Episode 10: The Mystery of the Missing Bureau.

In 1928 Edward Barnsley, one of the most important master craftsmen of the 20thcentury, made a bureau for a 12 year old girl called Gonda Neale. The bureau was exquisite. Both delicate and sturdy, hand-carved from oak, it was mounted on a stand with chamfered posts and block feet. In the front it had three panels and along the brass handles on its drawers ran a diamond-shaped motif. It would be Gonda’s most prized possession and eight years later, when she went to Berlin to study photography, she took the bureau with her.

Forced to flee from the Nazis, she left the bureau behind in her flat. And that, as she told me over dinner in Ireland decades later, was the last she saw of it. After the war, friends who went to visit her flat, on the second floor of Number 53 Joachim Friedrich Strasse, found her possessions were still there – except for the bureau and her books.

‘The Nazis confiscated my books,’ she said, ‘But, at a time when popular taste was for French-polished furniture they wouldn’t have had the nous to appreciate my bureau! I suspect the diplomat who lived in the flat downstairs.’

I knew I couldn’t find the bureau, but I had to write a novel about it. The book is called The Image of Laura and though it isn’t Gonda’s story and its heroine, Laura Conway, bears no resemblance at all to her, in creating it, I did re-trace Gonda’s footsteps and so I went to Berlin. The street in which Gonda had lived had been the target of Allied bombs and most of its big ugly grey houses had been levelled during the war. But Number 53 was still standing and as I looked up at the windows of her flat the plot of the book took shape in my mind.

As The Image of Laura begins a retrospective exhibition of works by the photographer Laura Conway is being held in a London gallery to commemorate her 75th birthday. The party has ‘attracted the rich, the gorgeous, the famous and the outrageous. Some looked stylish and elegant. Others were wonderfully ostentatious. Frilly knickers under a satin slip dress… cyclists’ gloves and Nike trainers combined with scarlet silk… A man with a cane in his hand lurked beneath cover of cloak and Ray-bans.’  By contrast, Laura ‘who wore only black, white and grey; whose eyes were grey and whose once pale ash blonde hair has long since turned silver, might have been a ghost, so shadowy is her appearance.’

In the gallery another ghost is waiting. Behind a screen, ‘in mint condition, mounted on a trolley and all ready to be presented with a flourish to its rightful owner, is Laura’s long-lost bureau,’  which her grand-daughter Cassie has found in Berlin. Laura, thinks Cassie, will be delighted by this special birthday gift. Laura is certainly moved but not in the way that Cassie expects. Instead, confronted with the bureau, she trembles’ with the wrong kind of shock.’  Pale at the best of times, she is ‘now completely devoid of colour.’  For Laura has lied to her family about her life in Berlin. She has created and carefully nurtured an image of herself. With the re-appearance of her bureau, that image is about to be shattered.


- **DESCRIPTION OF THE TASK**: Go through the data below. List every line that holds the word "infinity".

- **Source data**:
----------------------------------------
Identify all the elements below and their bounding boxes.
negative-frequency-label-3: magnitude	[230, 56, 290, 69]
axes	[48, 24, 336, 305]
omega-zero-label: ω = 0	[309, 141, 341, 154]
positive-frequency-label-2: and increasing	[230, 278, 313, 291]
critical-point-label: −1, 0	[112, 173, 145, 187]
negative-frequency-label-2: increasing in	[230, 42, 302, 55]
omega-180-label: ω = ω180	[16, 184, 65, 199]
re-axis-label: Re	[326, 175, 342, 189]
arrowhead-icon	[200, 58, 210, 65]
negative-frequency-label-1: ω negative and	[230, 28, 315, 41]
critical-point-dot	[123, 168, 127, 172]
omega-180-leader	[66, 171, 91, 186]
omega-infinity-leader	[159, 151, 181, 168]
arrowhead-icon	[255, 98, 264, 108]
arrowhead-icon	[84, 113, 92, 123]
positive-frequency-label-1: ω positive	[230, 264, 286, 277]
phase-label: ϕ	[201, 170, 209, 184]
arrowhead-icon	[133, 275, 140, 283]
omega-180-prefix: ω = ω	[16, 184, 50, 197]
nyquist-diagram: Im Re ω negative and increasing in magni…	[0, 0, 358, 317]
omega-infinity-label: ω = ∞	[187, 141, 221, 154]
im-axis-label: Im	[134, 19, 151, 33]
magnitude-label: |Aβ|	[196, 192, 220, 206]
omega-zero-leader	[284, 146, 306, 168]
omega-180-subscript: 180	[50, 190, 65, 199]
----------------------------------------
- **ANSWER FOR THE TASK**:
omega-infinity-leader	[159, 151, 181, 168]
omega-infinity-label: ω = ∞	[187, 141, 221, 154]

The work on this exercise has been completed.